[FS#427] Switch broken with WRT3200ACM (removes wifi adapters and break vlan bridges)

LEDE Bugs lede-bugs at lists.infradead.org
Tue Jan 24 00:49:08 PST 2017


A new Flyspray task has been opened.  Details are below. 

User who did this - bentiss (bentiss) 

Attached to Project - LEDE Project
Summary - Switch broken with WRT3200ACM (removes wifi adapters and break vlan bridges)
Task Type - Bug Report
Category - Base system
Status - Unconfirmed
Assigned To - 
Operating System - All
Severity - Medium
Priority - Very Low
Reported Version - Trunk
Due in Version - Undecided
Due Date - Undecided
Details -  - Device problem occurs on:

WRT3200ACM

 - Software versions of LEDE release, packages, etc.:

master tree (and v17.01), bisected to f24ffb901e0408917748773b883841eca52eea05.

 - Steps to reproduce

* Flash a recent LEDE snapshot on the WRT3200ACM (and factory reset),
* enable wifi (2 or 5 Gz) -> Wifi works
* disable wifi -> errors in the dmesg about not being able to set a feature (can't remember the exact error)
* re-enable wifi -> errors in the dmesg saying that the adapter does not exist.
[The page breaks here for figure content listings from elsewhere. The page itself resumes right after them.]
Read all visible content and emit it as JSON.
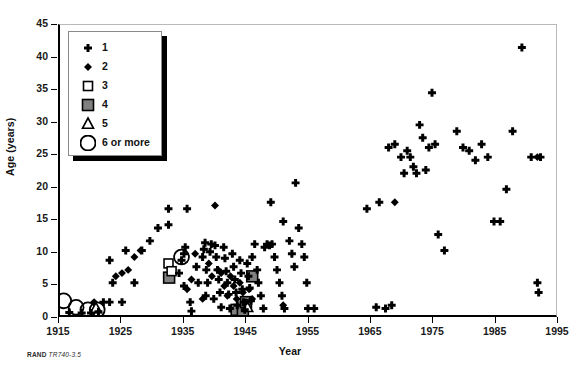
{
  "caption": {
    "brand": "RAND",
    "code": "TR740-3.5"
  },
  "legend": {
    "title": "",
    "items": [
      {
        "label": "1",
        "marker": "plus-icon"
      },
      {
        "label": "2",
        "marker": "filled-diamond-icon"
      },
      {
        "label": "3",
        "marker": "open-square-icon"
      },
      {
        "label": "4",
        "marker": "gray-square-icon"
      },
      {
        "label": "5",
        "marker": "open-triangle-icon"
      },
      {
        "label": "6 or more",
        "marker": "open-circle-icon"
      }
    ]
  },
  "colors": {
    "marker_black": "#000000",
    "gray_fill": "#808080",
    "axis": "#000000",
    "frame": "#b9b9b9",
    "background": "#ffffff"
  },
  "chart_data": {
    "type": "scatter",
    "title": "",
    "subtitle": "",
    "xlabel": "Year",
    "ylabel": "Age (years)",
    "xlim": [
      1915,
      1995
    ],
    "ylim": [
      0,
      45
    ],
    "xticks": [
      1915,
      1925,
      1935,
      1945,
      1955,
      1965,
      1975,
      1985,
      1995
    ],
    "yticks": [
      0,
      5,
      10,
      15,
      20,
      25,
      30,
      35,
      40,
      45
    ],
    "xtick_labels": [
      "1915",
      "1925",
      "1935",
      "1945",
      "1955",
      "1965",
      "1975",
      "1985",
      "1995"
    ],
    "ytick_labels": [
      "0",
      "5",
      "10",
      "15",
      "20",
      "25",
      "30",
      "35",
      "40",
      "45"
    ],
    "grid": false,
    "legend_position": "upper-left",
    "legend_title": "",
    "series": [
      {
        "name": "1",
        "marker": "plus",
        "count_represented": 1,
        "points": [
          [
            1916.5,
            0.4
          ],
          [
            1918.5,
            0.3
          ],
          [
            1920.0,
            0.3
          ],
          [
            1921.2,
            0.5
          ],
          [
            1922.0,
            2.0
          ],
          [
            1923.0,
            2.0
          ],
          [
            1925.0,
            2.0
          ],
          [
            1923.5,
            5.0
          ],
          [
            1927.0,
            5.0
          ],
          [
            1923.0,
            8.5
          ],
          [
            1925.6,
            10.0
          ],
          [
            1928.2,
            10.0
          ],
          [
            1929.5,
            11.5
          ],
          [
            1930.8,
            13.5
          ],
          [
            1932.5,
            16.5
          ],
          [
            1935.5,
            16.5
          ],
          [
            1932.5,
            14.0
          ],
          [
            1934.6,
            8.5
          ],
          [
            1935.0,
            9.5
          ],
          [
            1935.2,
            10.5
          ],
          [
            1934.2,
            6.5
          ],
          [
            1935.0,
            4.5
          ],
          [
            1936.0,
            2.0
          ],
          [
            1936.2,
            0.6
          ],
          [
            1937.0,
            7.5
          ],
          [
            1937.3,
            5.0
          ],
          [
            1938.0,
            9.0
          ],
          [
            1938.2,
            10.2
          ],
          [
            1938.4,
            11.2
          ],
          [
            1938.6,
            7.0
          ],
          [
            1938.8,
            5.0
          ],
          [
            1938.5,
            3.0
          ],
          [
            1939.2,
            9.8
          ],
          [
            1939.4,
            11.0
          ],
          [
            1939.8,
            2.5
          ],
          [
            1940.0,
            10.8
          ],
          [
            1940.2,
            9.0
          ],
          [
            1940.4,
            7.0
          ],
          [
            1940.6,
            5.5
          ],
          [
            1940.8,
            3.5
          ],
          [
            1941.0,
            1.2
          ],
          [
            1941.4,
            10.5
          ],
          [
            1941.6,
            8.8
          ],
          [
            1941.8,
            6.8
          ],
          [
            1942.0,
            5.0
          ],
          [
            1942.2,
            3.2
          ],
          [
            1942.4,
            1.0
          ],
          [
            1942.8,
            9.5
          ],
          [
            1943.0,
            7.5
          ],
          [
            1943.2,
            5.5
          ],
          [
            1943.4,
            3.5
          ],
          [
            1943.6,
            1.5
          ],
          [
            1944.0,
            8.5
          ],
          [
            1944.2,
            6.5
          ],
          [
            1944.4,
            4.0
          ],
          [
            1944.6,
            2.0
          ],
          [
            1944.8,
            0.8
          ],
          [
            1945.2,
            8.0
          ],
          [
            1945.4,
            6.0
          ],
          [
            1945.6,
            4.2
          ],
          [
            1945.8,
            2.2
          ],
          [
            1946.0,
            9.0
          ],
          [
            1946.4,
            11.0
          ],
          [
            1946.8,
            7.0
          ],
          [
            1947.0,
            5.0
          ],
          [
            1947.4,
            3.0
          ],
          [
            1947.8,
            1.0
          ],
          [
            1948.0,
            10.5
          ],
          [
            1948.4,
            11.0
          ],
          [
            1948.8,
            10.8
          ],
          [
            1949.2,
            11.0
          ],
          [
            1949.6,
            9.0
          ],
          [
            1950.0,
            7.0
          ],
          [
            1950.4,
            5.0
          ],
          [
            1950.8,
            3.0
          ],
          [
            1951.2,
            1.0
          ],
          [
            1949.0,
            17.5
          ],
          [
            1951.0,
            14.5
          ],
          [
            1952.0,
            11.5
          ],
          [
            1952.4,
            9.5
          ],
          [
            1952.8,
            7.5
          ],
          [
            1953.0,
            20.5
          ],
          [
            1953.5,
            13.5
          ],
          [
            1954.0,
            11.0
          ],
          [
            1954.4,
            9.0
          ],
          [
            1954.8,
            5.0
          ],
          [
            1955.0,
            1.0
          ],
          [
            1956.0,
            1.0
          ],
          [
            1966.0,
            1.2
          ],
          [
            1967.5,
            1.0
          ],
          [
            1968.5,
            1.5
          ],
          [
            1964.5,
            16.5
          ],
          [
            1966.5,
            17.5
          ],
          [
            1968.0,
            26.0
          ],
          [
            1969.0,
            26.5
          ],
          [
            1970.0,
            24.5
          ],
          [
            1970.5,
            22.0
          ],
          [
            1971.0,
            25.5
          ],
          [
            1971.5,
            24.5
          ],
          [
            1972.0,
            23.0
          ],
          [
            1972.5,
            22.0
          ],
          [
            1973.0,
            29.5
          ],
          [
            1973.5,
            27.5
          ],
          [
            1974.0,
            22.5
          ],
          [
            1974.5,
            26.0
          ],
          [
            1975.0,
            34.5
          ],
          [
            1975.5,
            26.5
          ],
          [
            1976.0,
            12.5
          ],
          [
            1977.0,
            10.0
          ],
          [
            1979.0,
            28.5
          ],
          [
            1980.0,
            26.0
          ],
          [
            1981.0,
            25.5
          ],
          [
            1982.0,
            24.0
          ],
          [
            1983.0,
            26.5
          ],
          [
            1984.0,
            24.5
          ],
          [
            1985.0,
            14.5
          ],
          [
            1986.0,
            14.5
          ],
          [
            1987.0,
            19.5
          ],
          [
            1988.0,
            28.5
          ],
          [
            1989.5,
            41.5
          ],
          [
            1991.0,
            24.5
          ],
          [
            1992.5,
            24.5
          ],
          [
            1992.0,
            5.0
          ],
          [
            1992.2,
            3.5
          ]
        ]
      },
      {
        "name": "2",
        "marker": "filled-diamond",
        "count_represented": 2,
        "points": [
          [
            1920.5,
            2.0
          ],
          [
            1924.0,
            6.0
          ],
          [
            1925.0,
            6.5
          ],
          [
            1926.0,
            7.0
          ],
          [
            1927.0,
            9.0
          ],
          [
            1928.0,
            10.0
          ],
          [
            1935.5,
            4.0
          ],
          [
            1936.2,
            5.5
          ],
          [
            1936.8,
            9.5
          ],
          [
            1938.0,
            2.5
          ],
          [
            1939.0,
            8.0
          ],
          [
            1939.5,
            6.0
          ],
          [
            1940.0,
            17.0
          ],
          [
            1940.5,
            7.0
          ],
          [
            1941.0,
            6.5
          ],
          [
            1941.5,
            4.5
          ],
          [
            1942.0,
            3.0
          ],
          [
            1942.5,
            6.0
          ],
          [
            1943.0,
            4.5
          ],
          [
            1943.5,
            2.5
          ],
          [
            1944.0,
            5.0
          ],
          [
            1944.5,
            3.5
          ],
          [
            1945.0,
            2.0
          ],
          [
            1945.5,
            4.0
          ],
          [
            1946.0,
            2.5
          ],
          [
            1951.0,
            1.5
          ],
          [
            1969.0,
            17.5
          ],
          [
            1992.0,
            24.5
          ]
        ]
      },
      {
        "name": "3",
        "marker": "open-square",
        "count_represented": 3,
        "points": [
          [
            1932.5,
            8.0
          ],
          [
            1933.0,
            6.8
          ]
        ]
      },
      {
        "name": "4",
        "marker": "gray-square",
        "count_represented": 4,
        "points": [
          [
            1932.6,
            5.8
          ],
          [
            1946.0,
            6.0
          ],
          [
            1943.5,
            0.8
          ],
          [
            1944.5,
            0.6
          ],
          [
            1945.0,
            2.0
          ]
        ]
      },
      {
        "name": "5",
        "marker": "open-triangle",
        "count_represented": 5,
        "points": [
          [
            1920.8,
            1.0
          ],
          [
            1945.2,
            1.2
          ]
        ]
      },
      {
        "name": "6 or more",
        "marker": "open-circle",
        "count_represented": 6,
        "points": [
          [
            1915.6,
            2.2
          ],
          [
            1917.6,
            1.2
          ],
          [
            1919.5,
            0.8
          ],
          [
            1921.0,
            0.8
          ],
          [
            1934.6,
            9.0
          ]
        ]
      }
    ]
  }
}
This gets shouted in the dmesg every 5 seconds

A reboot doesn't fix the issue. I need to downgrade the firmware prior to f24ffb901e0408917748773b883841eca52eea05 and factory reset to get the wifi adapters back.

For the Vlan bridge, symptoms are easier to detect:
* create a new adapter bridged on eth0.100 eth1.100
* no traffic goes through it. An snapshot before f24ffb901 used to work
(the setup is the Free french provider which has a vlan between the modem and the TV adapter over VLAN 100. So the LEDE box should act like a pass-through here only)

I bisected to the commit mentioned above (which, to me seems suspicious given that the driver is for mvsw61xx and the switch in the WRT3200ACM is MV88E6352, so a different generation). I don't have enough knowledge of the chip to understand why this fails, but I don't feel confident enough to simply send a PR with the revert.

Reverting f24ffb901e on top of master makes the Wifi and VLAN back to normal.